• India
  • Nov 20

India makes progress in malaria battle

India and 15 sub-Saharan African countries accounted for almost 80 per cent of malaria cases reported globally last year, according to the WHO’s 2018 World Malaria Report. However, the report said India was the only country to report progress in reducing its malaria cases in 2017 as compared with 2016.

Five countries account for nearly half of all malaria cases - Nigeria (25 per cent), the Democratic Republic of the Congo (11 per cent), Mozambique (5 per cent), India and Uganda (4 per cent each). In India, 1.25 billion people are at risk of malaria, the report said.

According to the report, targets to reduce global rates of infections and deaths from malaria are not being met. While new cases fell steadily up until 2016, the number rose from 217 to 219 million in 2017, it added.

The targets set by the WHO global technical strategy for malaria calls for a drop in cases and death rates of at least 40 per cent by 2020.

African countries such as Nigeria, Madagascar and the Democratic Republic of the Congo reported increases in malaria cases in 2017 compared with 2016 - all greater than half-a-million cases. In contrast, India reported 3 million fewer cases in the same period, a 24 per cent decrease compared with 2016.

While India “had made impressive gains and was on track” to meet the global technical strategy for malaria targets, it still accounted for 4 per cent of the global burden of malaria morbidity and 52 per cent of deaths outside of the WHO African Region, the report said.

India was among the countries that detected high treatment failure rates and responded by changing treatment policies. India and Indonesia are on track to achieve a 20-40 per cent reduction in cases by 2020, it added.

The WHO and its partners have launched a country-led ‘high burden to high impact’ response plan to coincide with the release of the report with the aim of scaling up prevention, treatment and investment to protect vulnerable people, and get reductions in malaria deaths and disease back on track.

One bright spot was Paraguay, which has been certified as malaria-free, the first country in the Americas to be declared so in 45 years.

The number of countries nearing elimination has grown from 37 to 46, and three countries - Algeria, Argentina and Uzbekistan - have requested WHO’s malaria-free certification.

Malaria kills around 6.6 lakh people each year.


_WHAT NEEDS TO BE DONE_. If a line includes "square", copy it out of the entries.
+--
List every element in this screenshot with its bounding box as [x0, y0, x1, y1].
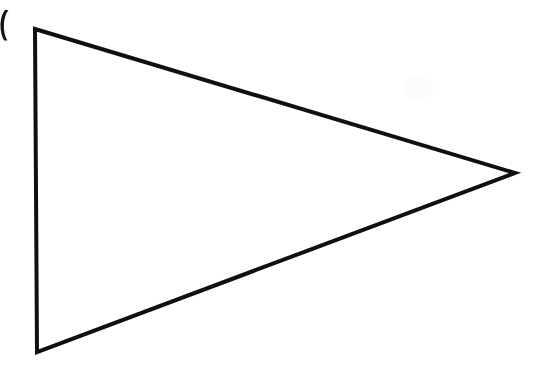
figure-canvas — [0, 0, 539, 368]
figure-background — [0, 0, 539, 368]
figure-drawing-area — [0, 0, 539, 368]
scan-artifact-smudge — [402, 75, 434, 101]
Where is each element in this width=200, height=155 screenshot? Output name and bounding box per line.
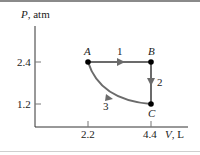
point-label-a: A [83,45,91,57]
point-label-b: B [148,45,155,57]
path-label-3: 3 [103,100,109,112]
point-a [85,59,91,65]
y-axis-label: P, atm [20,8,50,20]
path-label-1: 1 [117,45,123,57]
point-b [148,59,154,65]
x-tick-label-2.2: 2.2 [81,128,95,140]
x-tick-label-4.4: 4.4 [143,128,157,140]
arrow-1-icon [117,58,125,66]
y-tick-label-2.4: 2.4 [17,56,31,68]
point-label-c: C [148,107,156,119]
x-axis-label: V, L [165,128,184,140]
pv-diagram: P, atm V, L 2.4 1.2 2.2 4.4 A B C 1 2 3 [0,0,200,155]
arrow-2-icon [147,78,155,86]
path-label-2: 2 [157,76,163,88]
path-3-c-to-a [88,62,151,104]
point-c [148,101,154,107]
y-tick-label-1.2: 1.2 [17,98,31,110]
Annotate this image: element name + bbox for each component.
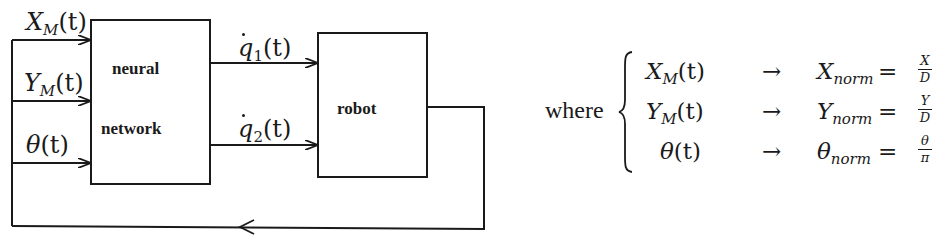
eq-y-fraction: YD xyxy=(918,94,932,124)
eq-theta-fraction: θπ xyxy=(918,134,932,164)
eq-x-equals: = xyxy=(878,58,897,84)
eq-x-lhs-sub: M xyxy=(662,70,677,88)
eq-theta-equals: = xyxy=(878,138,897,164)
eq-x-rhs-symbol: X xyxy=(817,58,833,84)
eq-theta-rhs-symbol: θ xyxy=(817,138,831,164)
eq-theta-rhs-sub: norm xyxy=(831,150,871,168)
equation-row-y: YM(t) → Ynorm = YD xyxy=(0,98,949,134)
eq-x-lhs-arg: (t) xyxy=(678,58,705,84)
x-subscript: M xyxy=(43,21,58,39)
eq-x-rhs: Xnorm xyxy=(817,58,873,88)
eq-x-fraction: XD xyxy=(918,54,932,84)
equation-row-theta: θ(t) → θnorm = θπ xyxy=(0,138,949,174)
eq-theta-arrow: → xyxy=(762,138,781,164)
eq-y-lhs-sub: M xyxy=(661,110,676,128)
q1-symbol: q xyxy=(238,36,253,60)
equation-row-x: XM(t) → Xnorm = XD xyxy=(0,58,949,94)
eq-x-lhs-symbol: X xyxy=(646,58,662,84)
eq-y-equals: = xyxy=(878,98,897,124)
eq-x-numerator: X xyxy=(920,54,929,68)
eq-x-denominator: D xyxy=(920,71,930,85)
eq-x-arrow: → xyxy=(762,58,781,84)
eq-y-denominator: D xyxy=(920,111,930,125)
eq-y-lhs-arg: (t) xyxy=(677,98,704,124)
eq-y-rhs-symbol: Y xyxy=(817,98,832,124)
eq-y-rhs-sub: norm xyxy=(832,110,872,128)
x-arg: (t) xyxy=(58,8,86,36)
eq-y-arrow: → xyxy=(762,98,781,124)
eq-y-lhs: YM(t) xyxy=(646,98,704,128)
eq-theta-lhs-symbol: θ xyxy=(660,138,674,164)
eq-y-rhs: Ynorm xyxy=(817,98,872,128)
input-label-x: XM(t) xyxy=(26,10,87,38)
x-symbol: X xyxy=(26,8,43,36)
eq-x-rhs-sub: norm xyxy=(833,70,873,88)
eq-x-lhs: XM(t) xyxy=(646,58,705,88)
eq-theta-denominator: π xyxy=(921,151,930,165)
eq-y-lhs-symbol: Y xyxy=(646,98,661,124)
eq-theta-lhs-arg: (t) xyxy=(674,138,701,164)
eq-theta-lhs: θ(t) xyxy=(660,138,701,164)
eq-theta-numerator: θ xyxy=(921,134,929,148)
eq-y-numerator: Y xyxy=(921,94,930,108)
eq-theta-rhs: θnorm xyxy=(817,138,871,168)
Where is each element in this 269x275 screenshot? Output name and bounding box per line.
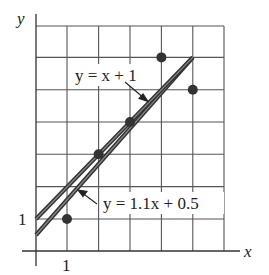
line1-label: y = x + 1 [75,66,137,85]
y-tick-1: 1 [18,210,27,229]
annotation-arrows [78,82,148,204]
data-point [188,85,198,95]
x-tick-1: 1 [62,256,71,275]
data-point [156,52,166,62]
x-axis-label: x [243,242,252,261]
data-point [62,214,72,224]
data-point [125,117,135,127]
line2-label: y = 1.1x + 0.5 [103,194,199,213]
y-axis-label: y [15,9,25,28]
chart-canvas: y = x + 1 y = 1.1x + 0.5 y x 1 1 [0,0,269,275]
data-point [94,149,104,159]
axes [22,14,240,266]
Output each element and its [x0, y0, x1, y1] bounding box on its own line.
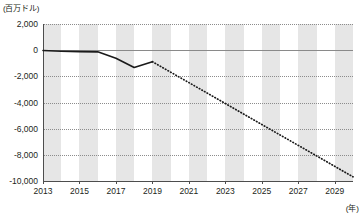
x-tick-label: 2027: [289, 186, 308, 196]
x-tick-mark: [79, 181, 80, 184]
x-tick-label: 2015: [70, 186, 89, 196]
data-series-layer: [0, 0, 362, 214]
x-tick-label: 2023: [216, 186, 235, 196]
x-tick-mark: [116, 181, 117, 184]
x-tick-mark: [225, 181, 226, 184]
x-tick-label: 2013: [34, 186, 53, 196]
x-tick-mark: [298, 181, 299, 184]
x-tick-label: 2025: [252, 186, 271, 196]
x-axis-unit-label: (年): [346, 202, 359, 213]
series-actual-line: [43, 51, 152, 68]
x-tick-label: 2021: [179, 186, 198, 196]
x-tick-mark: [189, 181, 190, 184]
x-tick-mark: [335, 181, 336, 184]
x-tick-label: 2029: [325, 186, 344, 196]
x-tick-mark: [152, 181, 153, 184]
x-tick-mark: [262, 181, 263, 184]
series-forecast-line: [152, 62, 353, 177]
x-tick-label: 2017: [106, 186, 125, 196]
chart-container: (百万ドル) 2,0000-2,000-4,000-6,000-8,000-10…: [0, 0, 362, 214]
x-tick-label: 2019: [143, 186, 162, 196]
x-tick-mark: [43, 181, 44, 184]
+--
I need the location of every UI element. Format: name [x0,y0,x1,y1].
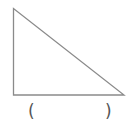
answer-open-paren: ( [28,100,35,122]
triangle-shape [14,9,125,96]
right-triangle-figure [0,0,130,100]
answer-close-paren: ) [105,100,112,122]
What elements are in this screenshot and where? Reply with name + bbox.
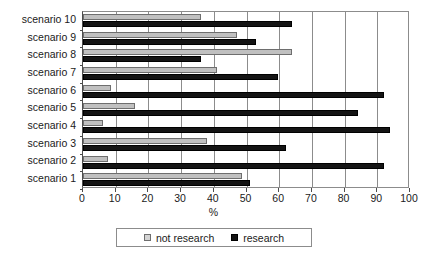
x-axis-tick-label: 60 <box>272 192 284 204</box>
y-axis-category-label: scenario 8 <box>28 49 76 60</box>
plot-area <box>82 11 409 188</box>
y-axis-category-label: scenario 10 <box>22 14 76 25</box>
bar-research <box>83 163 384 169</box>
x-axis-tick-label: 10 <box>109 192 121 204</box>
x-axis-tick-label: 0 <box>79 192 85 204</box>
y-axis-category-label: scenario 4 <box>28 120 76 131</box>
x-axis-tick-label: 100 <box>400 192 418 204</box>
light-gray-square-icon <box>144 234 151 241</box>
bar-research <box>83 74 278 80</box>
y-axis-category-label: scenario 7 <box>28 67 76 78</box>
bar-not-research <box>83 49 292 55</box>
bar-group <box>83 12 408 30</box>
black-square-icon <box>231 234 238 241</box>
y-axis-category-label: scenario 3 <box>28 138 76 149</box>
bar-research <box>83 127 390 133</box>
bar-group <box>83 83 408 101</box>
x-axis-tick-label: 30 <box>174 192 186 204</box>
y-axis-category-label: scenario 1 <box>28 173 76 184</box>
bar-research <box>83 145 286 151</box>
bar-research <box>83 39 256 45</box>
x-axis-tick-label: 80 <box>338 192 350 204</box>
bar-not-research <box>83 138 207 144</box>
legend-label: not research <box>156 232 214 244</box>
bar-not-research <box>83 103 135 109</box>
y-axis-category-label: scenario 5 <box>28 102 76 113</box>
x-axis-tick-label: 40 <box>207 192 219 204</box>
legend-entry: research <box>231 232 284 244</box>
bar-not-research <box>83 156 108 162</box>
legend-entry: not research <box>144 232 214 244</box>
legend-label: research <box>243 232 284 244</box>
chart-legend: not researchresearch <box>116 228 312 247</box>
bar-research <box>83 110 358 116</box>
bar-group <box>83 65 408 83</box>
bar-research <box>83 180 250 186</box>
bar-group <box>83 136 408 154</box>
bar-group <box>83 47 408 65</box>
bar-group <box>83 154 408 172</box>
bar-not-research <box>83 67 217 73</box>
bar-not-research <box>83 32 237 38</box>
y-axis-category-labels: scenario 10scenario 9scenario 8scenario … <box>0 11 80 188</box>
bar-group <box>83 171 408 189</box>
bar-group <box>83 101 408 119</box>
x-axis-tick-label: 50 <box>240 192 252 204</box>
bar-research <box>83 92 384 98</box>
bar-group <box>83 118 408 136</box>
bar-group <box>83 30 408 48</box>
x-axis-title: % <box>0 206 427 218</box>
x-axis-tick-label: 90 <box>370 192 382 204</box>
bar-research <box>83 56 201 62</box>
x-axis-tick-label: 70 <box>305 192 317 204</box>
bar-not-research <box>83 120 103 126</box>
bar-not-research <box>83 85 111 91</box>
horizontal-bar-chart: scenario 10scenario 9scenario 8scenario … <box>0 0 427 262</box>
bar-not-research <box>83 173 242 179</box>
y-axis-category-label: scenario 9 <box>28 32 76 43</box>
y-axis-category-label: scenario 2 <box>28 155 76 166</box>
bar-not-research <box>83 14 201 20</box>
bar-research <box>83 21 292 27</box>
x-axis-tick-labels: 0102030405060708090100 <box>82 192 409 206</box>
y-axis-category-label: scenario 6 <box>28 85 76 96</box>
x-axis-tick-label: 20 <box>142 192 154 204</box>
+--
_RESPONSE BELOW_.
light-gray-square-icon <box>144 234 151 241</box>
black-square-icon <box>231 234 238 241</box>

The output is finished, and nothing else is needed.